ROBIN WALKER (b.1949): A Prayer and a Dance of Two Spirits for Recorder, Violin and String Orchestra (Manchester Sinfonia; Richard Howarth), I Thirst (Manchester Camerata String Quartet), Turning Towards You for Double Bass and Piano, The Song of Bone on Stone for Solo Double Bass, His Spirit over the Waters for Solo Cello, A Rune for St Mary’s for Solo Recorder, She took me down to Cayton Bay for Solo Violin.

Catalogue Number: 08V052

Label: Divine Art

Reference: dda 25180

Format: CD

Price: $17.98

Description: Walker's stunningly original, highly personal idiom, which we first encountered in the powerful tone poems on 06R070 a couple of years ago, is equally evident in these works in smaller forms. He excels at evoking a world of ancient mysteries through the imagery of stone, bone, runes and primitive, looming landscape - just look at his titles - similar preoccupations to those of Birtwistle, whom he admires, but in a far more generally approachable, tonal, style. He finds spirituality in ancient landscapes and stone carvings from antiquity, the meanings of which are now lost; and he practices what he preaches, living on a farm amidst the wild scenery of the Pennine fells in northern England. His immersion in this elemental nature is infused into every bar of his music. The 23-minute double concerto is an in memoriam work for the composer’s parents. In a dream he saw them together in a small boat on a lake, and this somber, tranquil scene is expressed in the elegiac, lyrical grief of the first movement. The second movement comes to terms with this grief in a series of folk-dance-like episodes (invoking some ritual archetype in celebration of ancestral spirits, suggesting Scots or Irish traditions one moment and even the insistence of minimalism the next). The other works all share this very individual approach to the musical expression of spirituality in landscape. The works for contrabass - one evoking a ritual gesture toward the history of stone, the other a memorial piece - are innovatively written, involving extensive harsh and violent snap pizzicati and unorthodox treatment of the registers and harmonics of the instrument (on which the composer took lessons prior to writing The Song ...). The string quartet is gently meditative, full of the composer’s lonely, folk-tinged archaic-sounding melodies, like the other works here, and his characteristically individual treatment of textures and registers, also evident in the solo pieces, especially the passionate transfiguration of the emotions associated with bereavement in the powerful His Spirit..., another memorial work. John Turner (recorder), Emma McGrath (violin), Leon Bosch (double bass), Min-Jung Kym (piano), Jennifer Langridge (violin).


#### TASK OBJECTIVE:
After locating the line that contains "The height and width of the screenshot is (677, 1395)." in the following entries, reproduce it and each later line exactly, including the last.

------

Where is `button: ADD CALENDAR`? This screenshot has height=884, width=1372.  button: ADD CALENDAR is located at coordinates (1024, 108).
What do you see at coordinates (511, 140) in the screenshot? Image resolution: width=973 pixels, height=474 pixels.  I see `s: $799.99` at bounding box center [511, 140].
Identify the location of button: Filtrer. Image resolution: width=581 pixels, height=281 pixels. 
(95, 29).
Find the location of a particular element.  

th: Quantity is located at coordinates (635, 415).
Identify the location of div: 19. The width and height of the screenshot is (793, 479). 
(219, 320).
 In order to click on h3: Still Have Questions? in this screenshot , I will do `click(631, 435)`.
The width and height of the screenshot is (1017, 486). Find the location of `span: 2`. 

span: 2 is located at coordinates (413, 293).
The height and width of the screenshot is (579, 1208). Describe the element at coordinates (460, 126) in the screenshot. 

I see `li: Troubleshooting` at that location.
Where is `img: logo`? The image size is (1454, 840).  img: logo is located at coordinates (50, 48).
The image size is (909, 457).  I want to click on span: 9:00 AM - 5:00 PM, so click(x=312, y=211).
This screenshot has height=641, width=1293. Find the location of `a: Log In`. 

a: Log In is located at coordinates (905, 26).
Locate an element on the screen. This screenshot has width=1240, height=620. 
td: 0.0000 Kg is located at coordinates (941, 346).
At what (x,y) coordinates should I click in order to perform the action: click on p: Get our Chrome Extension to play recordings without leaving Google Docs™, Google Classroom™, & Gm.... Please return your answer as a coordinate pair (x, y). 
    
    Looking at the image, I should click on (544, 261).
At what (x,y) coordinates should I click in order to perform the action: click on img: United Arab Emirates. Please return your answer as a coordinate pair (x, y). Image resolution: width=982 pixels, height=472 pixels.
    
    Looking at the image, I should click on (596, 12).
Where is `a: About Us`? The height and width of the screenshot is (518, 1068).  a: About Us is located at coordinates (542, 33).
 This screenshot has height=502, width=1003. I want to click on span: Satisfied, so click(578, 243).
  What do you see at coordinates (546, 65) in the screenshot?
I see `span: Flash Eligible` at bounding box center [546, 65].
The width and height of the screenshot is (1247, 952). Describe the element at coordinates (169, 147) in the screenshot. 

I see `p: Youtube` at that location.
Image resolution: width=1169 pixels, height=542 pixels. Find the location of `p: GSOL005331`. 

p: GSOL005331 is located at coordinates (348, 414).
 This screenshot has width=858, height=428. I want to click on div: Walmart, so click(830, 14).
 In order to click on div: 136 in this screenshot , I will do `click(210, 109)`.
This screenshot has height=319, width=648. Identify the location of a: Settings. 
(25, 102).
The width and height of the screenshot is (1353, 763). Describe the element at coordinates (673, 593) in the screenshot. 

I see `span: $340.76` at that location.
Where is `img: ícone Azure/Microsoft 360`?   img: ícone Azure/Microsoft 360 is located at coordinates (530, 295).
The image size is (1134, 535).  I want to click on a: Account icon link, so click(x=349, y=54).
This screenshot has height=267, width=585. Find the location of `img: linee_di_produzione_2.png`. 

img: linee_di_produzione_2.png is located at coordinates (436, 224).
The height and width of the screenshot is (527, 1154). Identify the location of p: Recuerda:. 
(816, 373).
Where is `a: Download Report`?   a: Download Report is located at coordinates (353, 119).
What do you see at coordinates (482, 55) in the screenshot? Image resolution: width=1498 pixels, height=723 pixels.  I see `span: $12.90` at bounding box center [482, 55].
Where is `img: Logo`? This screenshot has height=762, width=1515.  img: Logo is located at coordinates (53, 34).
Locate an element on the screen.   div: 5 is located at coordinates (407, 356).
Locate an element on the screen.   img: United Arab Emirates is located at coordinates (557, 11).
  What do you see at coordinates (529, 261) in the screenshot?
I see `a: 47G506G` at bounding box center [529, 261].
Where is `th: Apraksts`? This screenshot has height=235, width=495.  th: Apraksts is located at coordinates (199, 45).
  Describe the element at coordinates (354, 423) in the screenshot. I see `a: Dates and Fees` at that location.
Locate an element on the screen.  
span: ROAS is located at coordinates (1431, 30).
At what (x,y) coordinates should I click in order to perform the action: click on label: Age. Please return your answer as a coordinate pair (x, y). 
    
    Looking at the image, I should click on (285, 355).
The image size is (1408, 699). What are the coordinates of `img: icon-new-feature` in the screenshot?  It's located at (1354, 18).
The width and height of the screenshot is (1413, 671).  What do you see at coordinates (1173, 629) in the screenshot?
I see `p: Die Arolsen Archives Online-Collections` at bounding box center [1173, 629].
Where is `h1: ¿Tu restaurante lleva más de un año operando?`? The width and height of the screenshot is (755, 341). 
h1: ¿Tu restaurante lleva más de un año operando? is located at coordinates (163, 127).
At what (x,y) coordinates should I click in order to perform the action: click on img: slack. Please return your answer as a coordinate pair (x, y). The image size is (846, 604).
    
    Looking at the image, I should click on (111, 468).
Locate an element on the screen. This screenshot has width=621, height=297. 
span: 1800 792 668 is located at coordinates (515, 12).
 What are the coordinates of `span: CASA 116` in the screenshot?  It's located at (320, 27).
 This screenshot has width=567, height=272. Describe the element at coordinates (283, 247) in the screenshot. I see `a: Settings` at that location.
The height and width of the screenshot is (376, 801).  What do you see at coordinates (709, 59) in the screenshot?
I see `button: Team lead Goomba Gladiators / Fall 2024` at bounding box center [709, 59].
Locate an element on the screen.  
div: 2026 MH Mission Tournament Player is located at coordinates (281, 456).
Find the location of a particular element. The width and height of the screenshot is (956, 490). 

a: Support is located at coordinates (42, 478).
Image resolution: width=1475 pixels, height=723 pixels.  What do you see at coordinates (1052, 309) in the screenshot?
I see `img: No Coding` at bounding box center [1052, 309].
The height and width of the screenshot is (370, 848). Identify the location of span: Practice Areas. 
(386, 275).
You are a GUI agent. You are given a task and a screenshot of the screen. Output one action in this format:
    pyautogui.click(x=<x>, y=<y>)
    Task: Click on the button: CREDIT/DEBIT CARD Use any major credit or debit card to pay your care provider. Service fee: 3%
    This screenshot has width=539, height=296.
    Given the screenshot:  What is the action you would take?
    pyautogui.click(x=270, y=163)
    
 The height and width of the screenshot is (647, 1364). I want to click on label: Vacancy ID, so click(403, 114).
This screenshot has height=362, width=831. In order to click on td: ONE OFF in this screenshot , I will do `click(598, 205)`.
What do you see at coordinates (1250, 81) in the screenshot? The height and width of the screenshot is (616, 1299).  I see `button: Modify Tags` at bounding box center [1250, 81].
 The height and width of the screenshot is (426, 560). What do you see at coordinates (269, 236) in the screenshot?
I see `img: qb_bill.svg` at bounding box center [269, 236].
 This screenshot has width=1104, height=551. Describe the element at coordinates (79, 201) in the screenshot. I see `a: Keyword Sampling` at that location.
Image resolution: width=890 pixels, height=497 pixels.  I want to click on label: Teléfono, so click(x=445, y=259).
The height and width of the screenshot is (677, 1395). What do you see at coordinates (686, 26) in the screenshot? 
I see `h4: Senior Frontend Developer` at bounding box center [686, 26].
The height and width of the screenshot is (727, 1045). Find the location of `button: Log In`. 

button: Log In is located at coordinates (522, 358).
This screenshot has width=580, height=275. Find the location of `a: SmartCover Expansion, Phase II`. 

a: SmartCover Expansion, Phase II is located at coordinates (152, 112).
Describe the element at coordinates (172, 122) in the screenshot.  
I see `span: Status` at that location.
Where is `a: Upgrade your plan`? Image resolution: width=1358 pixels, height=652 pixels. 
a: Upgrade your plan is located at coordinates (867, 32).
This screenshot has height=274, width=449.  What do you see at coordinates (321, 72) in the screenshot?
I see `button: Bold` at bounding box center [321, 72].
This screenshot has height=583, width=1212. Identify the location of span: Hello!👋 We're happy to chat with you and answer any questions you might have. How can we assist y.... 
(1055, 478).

------

#### ANSWER TO THE PROBLEM:
The height and width of the screenshot is (677, 1395). What do you see at coordinates (686, 26) in the screenshot? 
I see `h4: Senior Frontend Developer` at bounding box center [686, 26].
The height and width of the screenshot is (727, 1045). Find the location of `button: Log In`. 

button: Log In is located at coordinates (522, 358).
This screenshot has width=580, height=275. Find the location of `a: SmartCover Expansion, Phase II`. 

a: SmartCover Expansion, Phase II is located at coordinates (152, 112).
Describe the element at coordinates (172, 122) in the screenshot.  
I see `span: Status` at that location.
Where is `a: Upgrade your plan`? Image resolution: width=1358 pixels, height=652 pixels. 
a: Upgrade your plan is located at coordinates (867, 32).
This screenshot has height=274, width=449.  What do you see at coordinates (321, 72) in the screenshot?
I see `button: Bold` at bounding box center [321, 72].
This screenshot has height=583, width=1212. Identify the location of span: Hello!👋 We're happy to chat with you and answer any questions you might have. How can we assist y.... 
(1055, 478).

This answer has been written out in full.